The Real Story

By

I see now that I never told you the real story about me. …Instead I told you a fake story about me. There was a reason for this. The real story was unflattering and, therefore, embarrassing. So therefore, I slightly altered the real story.

I meant only for these alterations to be minor. I made some alterations in chronology, heightened some lines of dialogue, omitted certain things that you didn’t really need to know. As I said, these adjustments were meant to be minor. However, these adjustments had a cumulative, even exponential effect. So, thus, in the story that I told you, I made a funny speech to a crowd of people at a party, who then praised me for my funniness. However, what actually happened was that I hid in a bathroom at a party and started crying.

I am sorry for not telling you the real story, but I had good intentions. The real story was depressing, for instance, and I didn’t want to bum you out. Also, I wanted you to like me, and also, I wanted you to have sex with me. Thus, in the fake story, I made myself seem funnier, wiser, more noble. Again; these are natural things to do.

That was a funny story!” you said when I told you the fake story.

I know; right?” I said. Then we had sex.

However, I see now that it was a mistake to not tell you the real story. But now, even if I try to tell you the real story — well, that won’t really work. Telling you the “real” story will involve admitting that I lied in the first place. And so, then, you won’t believe any other stories that I tell you, because I’ll be a liar, so there’s no point, really, in even bothering to attempt the truth, since you wouldn’t believe it anyway.

But I am sorry about all of this. Believe me that I am sorry. I had good intentions? But I see now that the fake story is like a closed door, blocking you from the truth about me. The real story is like an open door that would give you access to the truth. But I can’t show you that door now. The open door still exists; it’s just that you don’t know about the open door. It’s a door, in a house, in the middle of the wilderness somewhere; a house that you won’t visit. …It’s a door. The open door is an open door in the middle of the wilderness. And when the wind blows through it, it doesn’t make a sound.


Exercise aim: Only lines holding the word "pathway" should be copied from the material.

++++ Source material

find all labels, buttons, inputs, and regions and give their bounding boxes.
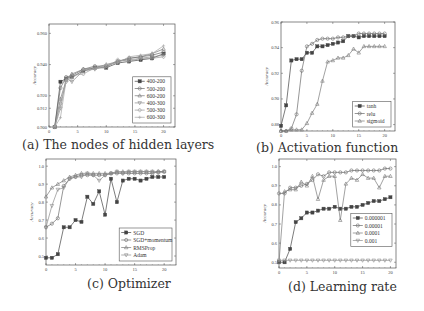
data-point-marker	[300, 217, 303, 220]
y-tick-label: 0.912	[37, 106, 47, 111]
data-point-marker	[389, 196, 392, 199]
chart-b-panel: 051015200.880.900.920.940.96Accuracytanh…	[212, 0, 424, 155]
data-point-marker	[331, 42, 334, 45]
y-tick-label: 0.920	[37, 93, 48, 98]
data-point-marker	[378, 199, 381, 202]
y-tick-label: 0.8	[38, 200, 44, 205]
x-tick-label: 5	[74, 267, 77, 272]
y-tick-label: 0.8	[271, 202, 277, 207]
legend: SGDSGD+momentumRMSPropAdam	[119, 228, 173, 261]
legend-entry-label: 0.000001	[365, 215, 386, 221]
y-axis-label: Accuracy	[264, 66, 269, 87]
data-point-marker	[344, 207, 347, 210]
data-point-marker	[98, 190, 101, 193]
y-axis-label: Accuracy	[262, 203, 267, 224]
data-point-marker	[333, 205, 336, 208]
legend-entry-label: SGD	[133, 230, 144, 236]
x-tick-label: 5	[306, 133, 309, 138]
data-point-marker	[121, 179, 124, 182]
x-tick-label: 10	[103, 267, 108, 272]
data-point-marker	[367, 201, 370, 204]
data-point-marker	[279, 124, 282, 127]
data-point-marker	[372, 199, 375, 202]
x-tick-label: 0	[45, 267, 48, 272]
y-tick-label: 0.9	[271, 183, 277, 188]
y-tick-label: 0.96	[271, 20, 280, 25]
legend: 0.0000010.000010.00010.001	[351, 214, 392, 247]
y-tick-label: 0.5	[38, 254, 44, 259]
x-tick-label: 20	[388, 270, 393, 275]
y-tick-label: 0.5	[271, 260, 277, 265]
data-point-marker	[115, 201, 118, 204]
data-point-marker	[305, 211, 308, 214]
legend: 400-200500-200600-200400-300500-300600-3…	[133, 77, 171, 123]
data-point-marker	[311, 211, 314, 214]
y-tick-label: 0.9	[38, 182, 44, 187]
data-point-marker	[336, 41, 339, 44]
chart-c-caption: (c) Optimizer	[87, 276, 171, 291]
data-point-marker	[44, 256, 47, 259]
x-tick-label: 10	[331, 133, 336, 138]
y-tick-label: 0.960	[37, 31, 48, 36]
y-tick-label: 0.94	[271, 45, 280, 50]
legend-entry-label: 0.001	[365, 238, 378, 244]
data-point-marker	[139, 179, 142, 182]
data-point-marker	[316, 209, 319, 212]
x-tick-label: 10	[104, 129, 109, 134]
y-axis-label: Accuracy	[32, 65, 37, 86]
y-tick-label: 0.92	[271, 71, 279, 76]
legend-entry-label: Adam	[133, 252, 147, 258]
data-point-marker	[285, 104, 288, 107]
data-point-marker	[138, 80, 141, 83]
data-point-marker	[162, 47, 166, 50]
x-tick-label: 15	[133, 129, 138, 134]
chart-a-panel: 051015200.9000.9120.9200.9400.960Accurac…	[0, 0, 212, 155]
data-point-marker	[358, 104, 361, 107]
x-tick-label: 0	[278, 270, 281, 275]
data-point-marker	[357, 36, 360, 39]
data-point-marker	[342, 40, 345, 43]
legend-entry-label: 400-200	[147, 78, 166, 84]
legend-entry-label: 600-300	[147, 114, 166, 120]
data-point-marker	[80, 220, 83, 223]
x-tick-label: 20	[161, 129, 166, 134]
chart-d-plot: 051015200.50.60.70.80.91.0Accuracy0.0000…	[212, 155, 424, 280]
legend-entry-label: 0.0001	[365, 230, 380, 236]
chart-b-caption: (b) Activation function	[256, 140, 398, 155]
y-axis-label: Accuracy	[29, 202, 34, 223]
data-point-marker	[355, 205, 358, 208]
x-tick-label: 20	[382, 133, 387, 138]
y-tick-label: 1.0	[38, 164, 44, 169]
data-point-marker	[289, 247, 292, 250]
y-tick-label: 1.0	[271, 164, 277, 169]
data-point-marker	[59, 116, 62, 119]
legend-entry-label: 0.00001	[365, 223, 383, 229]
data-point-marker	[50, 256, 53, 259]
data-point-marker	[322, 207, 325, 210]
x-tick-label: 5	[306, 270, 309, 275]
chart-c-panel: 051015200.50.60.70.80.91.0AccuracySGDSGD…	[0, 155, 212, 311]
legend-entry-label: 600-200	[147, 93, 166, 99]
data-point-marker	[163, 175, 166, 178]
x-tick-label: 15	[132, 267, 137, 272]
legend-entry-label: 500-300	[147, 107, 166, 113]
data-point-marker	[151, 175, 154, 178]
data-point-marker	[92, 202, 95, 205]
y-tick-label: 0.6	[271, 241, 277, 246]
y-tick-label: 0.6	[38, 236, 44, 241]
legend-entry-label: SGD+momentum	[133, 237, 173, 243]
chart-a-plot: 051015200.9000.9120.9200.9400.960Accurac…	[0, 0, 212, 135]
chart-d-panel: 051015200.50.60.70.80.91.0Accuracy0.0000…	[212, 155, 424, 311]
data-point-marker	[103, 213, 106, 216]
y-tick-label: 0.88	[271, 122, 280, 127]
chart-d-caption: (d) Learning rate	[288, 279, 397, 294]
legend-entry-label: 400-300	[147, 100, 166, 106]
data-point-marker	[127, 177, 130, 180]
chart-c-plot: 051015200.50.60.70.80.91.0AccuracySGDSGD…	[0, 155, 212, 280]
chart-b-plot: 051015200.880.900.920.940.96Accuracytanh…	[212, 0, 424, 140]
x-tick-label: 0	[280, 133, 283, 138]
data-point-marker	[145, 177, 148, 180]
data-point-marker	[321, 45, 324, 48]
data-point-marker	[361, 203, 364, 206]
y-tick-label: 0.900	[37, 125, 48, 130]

++++++++
++++ Source material

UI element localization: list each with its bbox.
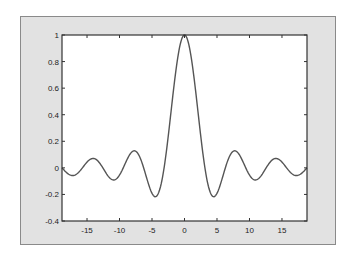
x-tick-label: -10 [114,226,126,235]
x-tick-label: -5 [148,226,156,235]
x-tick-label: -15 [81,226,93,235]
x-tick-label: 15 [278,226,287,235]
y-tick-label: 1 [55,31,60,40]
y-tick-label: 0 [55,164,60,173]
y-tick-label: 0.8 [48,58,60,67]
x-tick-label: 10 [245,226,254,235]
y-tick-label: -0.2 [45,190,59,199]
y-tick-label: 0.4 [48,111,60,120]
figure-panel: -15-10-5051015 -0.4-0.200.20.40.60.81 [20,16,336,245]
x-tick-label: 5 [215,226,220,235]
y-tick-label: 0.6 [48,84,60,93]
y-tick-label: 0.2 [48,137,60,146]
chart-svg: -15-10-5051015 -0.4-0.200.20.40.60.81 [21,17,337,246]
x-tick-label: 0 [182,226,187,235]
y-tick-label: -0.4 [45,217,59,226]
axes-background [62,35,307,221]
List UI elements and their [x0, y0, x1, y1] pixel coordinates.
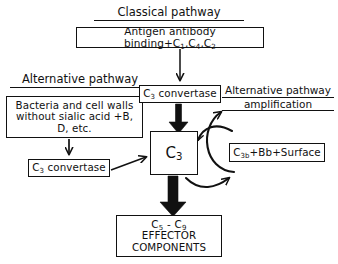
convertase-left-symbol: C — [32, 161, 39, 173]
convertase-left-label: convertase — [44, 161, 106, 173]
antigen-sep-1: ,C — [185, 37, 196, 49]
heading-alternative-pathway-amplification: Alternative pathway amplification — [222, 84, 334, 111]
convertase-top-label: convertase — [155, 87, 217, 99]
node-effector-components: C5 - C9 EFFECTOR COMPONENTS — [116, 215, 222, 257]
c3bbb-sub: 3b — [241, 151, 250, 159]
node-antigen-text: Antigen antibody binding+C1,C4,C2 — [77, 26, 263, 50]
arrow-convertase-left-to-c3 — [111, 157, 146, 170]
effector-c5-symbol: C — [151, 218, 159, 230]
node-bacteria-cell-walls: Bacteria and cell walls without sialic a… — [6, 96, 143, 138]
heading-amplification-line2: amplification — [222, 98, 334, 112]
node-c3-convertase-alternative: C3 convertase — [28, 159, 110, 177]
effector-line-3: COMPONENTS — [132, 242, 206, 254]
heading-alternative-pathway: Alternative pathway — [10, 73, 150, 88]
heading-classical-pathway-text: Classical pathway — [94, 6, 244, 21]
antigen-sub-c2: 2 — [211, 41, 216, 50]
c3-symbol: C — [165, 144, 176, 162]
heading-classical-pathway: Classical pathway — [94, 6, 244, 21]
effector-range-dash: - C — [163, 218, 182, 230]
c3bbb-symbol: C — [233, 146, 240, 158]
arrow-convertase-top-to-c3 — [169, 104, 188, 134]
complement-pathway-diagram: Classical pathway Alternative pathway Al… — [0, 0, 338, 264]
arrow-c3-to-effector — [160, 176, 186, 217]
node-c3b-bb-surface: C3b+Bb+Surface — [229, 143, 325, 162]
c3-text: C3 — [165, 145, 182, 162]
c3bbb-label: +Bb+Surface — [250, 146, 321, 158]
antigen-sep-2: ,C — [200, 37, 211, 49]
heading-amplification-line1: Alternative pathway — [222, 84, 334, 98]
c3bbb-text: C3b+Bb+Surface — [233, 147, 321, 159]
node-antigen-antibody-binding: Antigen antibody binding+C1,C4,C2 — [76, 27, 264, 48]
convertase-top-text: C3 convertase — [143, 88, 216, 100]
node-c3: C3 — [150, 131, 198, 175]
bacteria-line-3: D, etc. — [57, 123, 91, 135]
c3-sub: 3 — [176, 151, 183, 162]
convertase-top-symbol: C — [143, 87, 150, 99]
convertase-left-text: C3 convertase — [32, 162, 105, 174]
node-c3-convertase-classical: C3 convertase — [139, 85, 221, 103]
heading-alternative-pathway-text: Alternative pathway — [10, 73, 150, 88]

++++++++
++++ Source material

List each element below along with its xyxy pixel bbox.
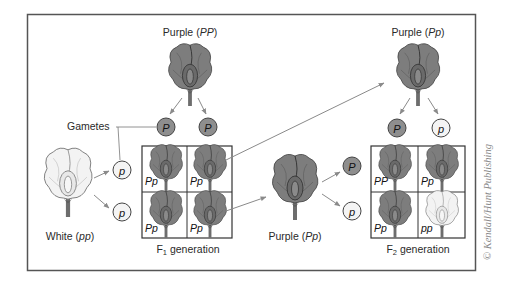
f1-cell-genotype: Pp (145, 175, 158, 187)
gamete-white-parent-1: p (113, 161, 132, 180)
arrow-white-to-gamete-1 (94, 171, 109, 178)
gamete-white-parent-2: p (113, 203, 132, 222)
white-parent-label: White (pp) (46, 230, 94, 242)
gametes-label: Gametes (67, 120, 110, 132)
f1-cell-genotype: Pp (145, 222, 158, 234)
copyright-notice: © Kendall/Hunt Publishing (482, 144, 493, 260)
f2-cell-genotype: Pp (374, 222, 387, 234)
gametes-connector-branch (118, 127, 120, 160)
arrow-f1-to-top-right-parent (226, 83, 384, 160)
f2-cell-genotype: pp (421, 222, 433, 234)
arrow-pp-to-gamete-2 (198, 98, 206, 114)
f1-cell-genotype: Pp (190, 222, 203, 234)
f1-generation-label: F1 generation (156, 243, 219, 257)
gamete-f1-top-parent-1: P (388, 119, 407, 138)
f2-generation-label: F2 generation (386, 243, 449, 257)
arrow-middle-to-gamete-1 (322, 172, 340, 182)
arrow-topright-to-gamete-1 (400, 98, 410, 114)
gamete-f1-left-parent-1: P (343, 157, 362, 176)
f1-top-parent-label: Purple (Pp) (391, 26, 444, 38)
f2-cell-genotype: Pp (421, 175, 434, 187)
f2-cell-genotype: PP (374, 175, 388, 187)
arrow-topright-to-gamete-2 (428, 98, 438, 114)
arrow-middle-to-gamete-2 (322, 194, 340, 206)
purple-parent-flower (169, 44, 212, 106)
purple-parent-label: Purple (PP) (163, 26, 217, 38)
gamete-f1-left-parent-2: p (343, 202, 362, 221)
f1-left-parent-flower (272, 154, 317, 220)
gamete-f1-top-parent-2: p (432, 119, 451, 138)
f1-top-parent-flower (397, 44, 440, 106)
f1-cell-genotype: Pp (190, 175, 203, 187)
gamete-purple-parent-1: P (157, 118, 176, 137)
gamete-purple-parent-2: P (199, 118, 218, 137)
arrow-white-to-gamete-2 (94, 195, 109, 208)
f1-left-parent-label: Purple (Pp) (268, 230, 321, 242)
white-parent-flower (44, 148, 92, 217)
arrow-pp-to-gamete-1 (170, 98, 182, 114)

++++++++

Output of the task:
heading-alternative-pathway-amplification: Alternative pathway amplification — [222, 84, 334, 111]
heading-alternative-pathway: Alternative pathway — [10, 73, 150, 88]
heading-classical-pathway-text: Classical pathway — [94, 6, 244, 21]
heading-classical-pathway: Classical pathway — [94, 6, 244, 21]
complement-pathway-diagram: Classical pathway Alternative pathway Al… — [0, 0, 338, 264]
heading-amplification-line1: Alternative pathway — [222, 84, 334, 98]
heading-alternative-pathway-text: Alternative pathway — [10, 73, 150, 88]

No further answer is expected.